Further proof of this situation comes from an analysis in the Dancing with Robots report of the percentage of the labor force in specific occupations in 1979, and again in 2009. There has been growth in the number of certain types of low-paying jobs (personal care; food preparation; custodial service; buildings and grounds maintenance) and in high-paying jobs (professions; managerial) – but a very significant hollowing out of jobs that were once the backbone of the middle class (operators and fabricators; craft and repair; office and administrative support), where automation has replaced huge numbers of human workers.

Projections from the Bureau of Labor Statistics reveal that, over the coming decade, job growth will continue to be concentrated on the two ends of the pay spectrum, with at best modest growth in the middle.

From a skills standpoint, the better paying jobs require individuals who can work with new information and who can solve unstructured problems – skills that will be very difficult to replace using technology. The lesser paying jobs involve routine manual or cognitive tasks, many of which can be done by computers or robots, and there are just not enough jobs left for those who seek that type of employment. As a consequence, employers with those types of jobs can keep wages low, and still expect to find workers.

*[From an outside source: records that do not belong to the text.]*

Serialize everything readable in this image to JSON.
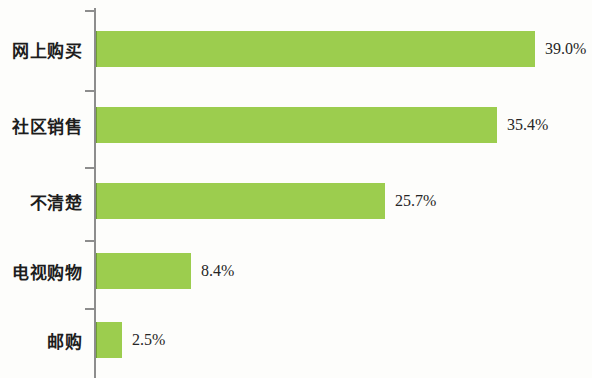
{
  "chart_data": {
    "type": "bar",
    "orientation": "horizontal",
    "title": "",
    "subtitle": "",
    "xlabel": "",
    "ylabel": "",
    "grid": false,
    "legend": null,
    "axis_color": "#8d8d8d",
    "bar_color": "#9ccd4e",
    "background_color": "#fdfdfb",
    "xlim": [
      0,
      39.0
    ],
    "categories": [
      "网上购买",
      "社区销售",
      "不清楚",
      "电视购物",
      "邮购"
    ],
    "values": [
      39.0,
      35.4,
      25.7,
      8.4,
      2.5
    ],
    "value_labels": [
      "39.0%",
      "35.4%",
      "25.7%",
      "8.4%",
      "2.5%"
    ],
    "bars": [
      {
        "category": "网上购买",
        "value": 39.0,
        "label": "39.0%",
        "bar_width_px": 438,
        "row_top_px": 29
      },
      {
        "category": "社区销售",
        "value": 35.4,
        "label": "35.4%",
        "bar_width_px": 400,
        "row_top_px": 105
      },
      {
        "category": "不清楚",
        "value": 25.7,
        "label": "25.7%",
        "bar_width_px": 288,
        "row_top_px": 181
      },
      {
        "category": "电视购物",
        "value": 8.4,
        "label": "8.4%",
        "bar_width_px": 94,
        "row_top_px": 251
      },
      {
        "category": "邮购",
        "value": 2.5,
        "label": "2.5%",
        "bar_width_px": 25,
        "row_top_px": 320
      }
    ],
    "axis_ticks_y_px": [
      10,
      90,
      167,
      240,
      308
    ]
  }
}
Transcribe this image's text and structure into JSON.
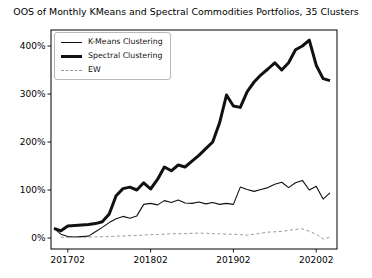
{
  "chart_data": {
    "type": "line",
    "title": "OOS of Monthly KMeans and Spectral Commodities Portfolios, 35 Clusters",
    "unit": "%",
    "grid": false,
    "legend_position": "upper-left",
    "x_axis": {
      "label": "",
      "months": [
        "201612",
        "201701",
        "201702",
        "201703",
        "201704",
        "201705",
        "201706",
        "201707",
        "201708",
        "201709",
        "201710",
        "201711",
        "201712",
        "201801",
        "201802",
        "201803",
        "201804",
        "201805",
        "201806",
        "201807",
        "201808",
        "201809",
        "201810",
        "201811",
        "201812",
        "201901",
        "201902",
        "201903",
        "201904",
        "201905",
        "201906",
        "201907",
        "201908",
        "201909",
        "201910",
        "201911",
        "201912",
        "202001",
        "202002",
        "202003",
        "202004"
      ],
      "tick_labels": [
        "201702",
        "201802",
        "201902",
        "202002"
      ],
      "tick_indices": [
        2,
        14,
        26,
        38
      ]
    },
    "y_axis": {
      "label": "",
      "tick_labels": [
        "0%",
        "100%",
        "200%",
        "300%",
        "400%"
      ],
      "tick_values": [
        0,
        100,
        200,
        300,
        400
      ],
      "ylim": [
        -23,
        433
      ]
    },
    "series": [
      {
        "name": "K-Means Clustering",
        "style": "thin-solid",
        "color": "#111111",
        "values": [
          20,
          8,
          3,
          2,
          3,
          4,
          13,
          22,
          32,
          40,
          45,
          41,
          46,
          70,
          72,
          69,
          78,
          74,
          79,
          73,
          72,
          75,
          71,
          74,
          70,
          72,
          70,
          106,
          101,
          97,
          101,
          105,
          112,
          116,
          105,
          115,
          120,
          100,
          108,
          81,
          94
        ]
      },
      {
        "name": "Spectral Clustering",
        "style": "thick-solid",
        "color": "#111111",
        "values": [
          20,
          15,
          25,
          26,
          27,
          28,
          30,
          34,
          50,
          88,
          103,
          106,
          100,
          115,
          102,
          122,
          148,
          140,
          152,
          148,
          160,
          172,
          186,
          200,
          240,
          298,
          275,
          272,
          305,
          325,
          340,
          352,
          365,
          350,
          365,
          392,
          400,
          412,
          360,
          332,
          328
        ]
      },
      {
        "name": "EW",
        "style": "dashed",
        "color": "#9a9a9a",
        "values": [
          null,
          2,
          1,
          1,
          1,
          2,
          2,
          3,
          3,
          4,
          4,
          5,
          5,
          6,
          7,
          7,
          8,
          9,
          9,
          9,
          10,
          10,
          10,
          9,
          9,
          8,
          8,
          7,
          6,
          8,
          10,
          12,
          13,
          14,
          16,
          18,
          19,
          14,
          8,
          -2,
          2
        ]
      }
    ]
  },
  "colors": {
    "background": "#ffffff",
    "frame": "#000000",
    "text": "#000000",
    "ew_line": "#9a9a9a"
  }
}
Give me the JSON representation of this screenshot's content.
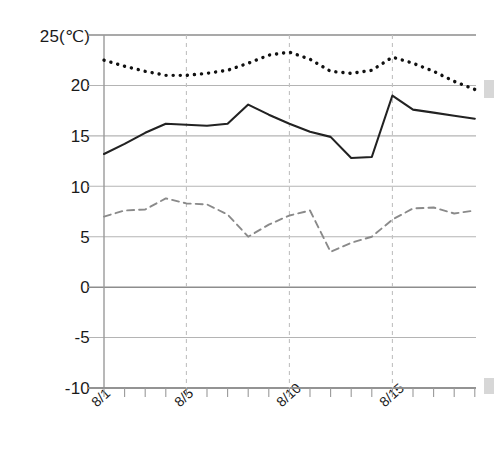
{
  "chart_data": {
    "type": "line",
    "title": "",
    "xlabel": "",
    "ylabel": "",
    "yunit": "℃",
    "ylim": [
      -10,
      25
    ],
    "yticks": [
      25,
      20,
      15,
      10,
      5,
      0,
      -5,
      -10
    ],
    "ytick_labels": [
      "25",
      "20",
      "15",
      "10",
      "5",
      "0",
      "-5",
      "-10"
    ],
    "ytick_top_label": "25(℃)",
    "grid": true,
    "legend": "none",
    "x": [
      "8/1",
      "8/2",
      "8/3",
      "8/4",
      "8/5",
      "8/6",
      "8/7",
      "8/8",
      "8/9",
      "8/10",
      "8/11",
      "8/12",
      "8/13",
      "8/14",
      "8/15",
      "8/16",
      "8/17",
      "8/18",
      "8/19"
    ],
    "xtick_labels": [
      "8/1",
      "8/5",
      "8/10",
      "8/15"
    ],
    "xtick_label_positions": [
      0,
      4,
      9,
      14
    ],
    "xlim": [
      "8/1",
      "8/19"
    ],
    "series": [
      {
        "name": "upper-dotted-series",
        "style": "dotted",
        "color": "#111111",
        "values": [
          22.5,
          21.9,
          21.4,
          21.0,
          21.0,
          21.2,
          21.5,
          22.2,
          23.0,
          23.3,
          22.6,
          21.4,
          21.2,
          21.5,
          22.8,
          22.2,
          21.4,
          20.4,
          19.6
        ]
      },
      {
        "name": "middle-solid-series",
        "style": "solid",
        "color": "#222222",
        "values": [
          13.2,
          14.2,
          15.3,
          16.2,
          16.1,
          16.0,
          16.2,
          18.1,
          17.1,
          16.2,
          15.4,
          14.9,
          12.8,
          12.9,
          19.0,
          17.6,
          17.3,
          17.0,
          16.7
        ]
      },
      {
        "name": "lower-dashed-series",
        "style": "dashed",
        "color": "#8a8a8a",
        "values": [
          7.0,
          7.6,
          7.7,
          8.8,
          8.3,
          8.2,
          7.2,
          5.0,
          6.2,
          7.1,
          7.6,
          3.5,
          4.4,
          5.0,
          6.7,
          7.8,
          7.9,
          7.3,
          7.6
        ]
      }
    ]
  },
  "axes": {
    "y_axis_name": "temperature-axis",
    "x_axis_name": "date-axis"
  }
}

Another way of expressing the emerging dichotomy in the labor market is to look at changes in compensation over time of workers with a bachelor’s degree contrasted with workers with just a high school diploma. In 1980, weekly wages were 26 percent higher for male college graduates than for male high school graduates. By 2009, the differential had increased to 84 percent. In 2009, the differential for women was 78 percent.

Equally important is the fact that inflation-adjusted weekly earnings for men with just a high school diploma are unchanged since 1970, whereas they have increased by almost 20 percent for college-educated men over that same time period (and all of that increase has occurred since 1990).

The authors of Dancing with Robots conclude that the future of the middle class will depend on workers who possess the capacity for “flexibility – the ability to process and integrate many kinds of information to perform a complex task, [such as] solving problems for which standard operating procedures do not currently exist, and working with new information – acquiring it, making sense of it, communicating it to others.”

The good news is that the acquisition of these particular skills and capacities is precisely the intended outcome of a university education. The bad news is that these skills actually have to be acquired. Merely having obtained a diploma, but without having mastered these skills, will be insufficient.

So to answer the question posed by the title of this blog post, “Most good jobs of tomorrow will require a good college degree.”

And that is why Roger Williams University is so convinced that an undergraduate education that focuses on acquiring strengths in the liberal arts and strengths in one of our professional programs, coupled with the experience that comes from project-based learning, is precisely what our graduates need in order to secure a great job with an even better future.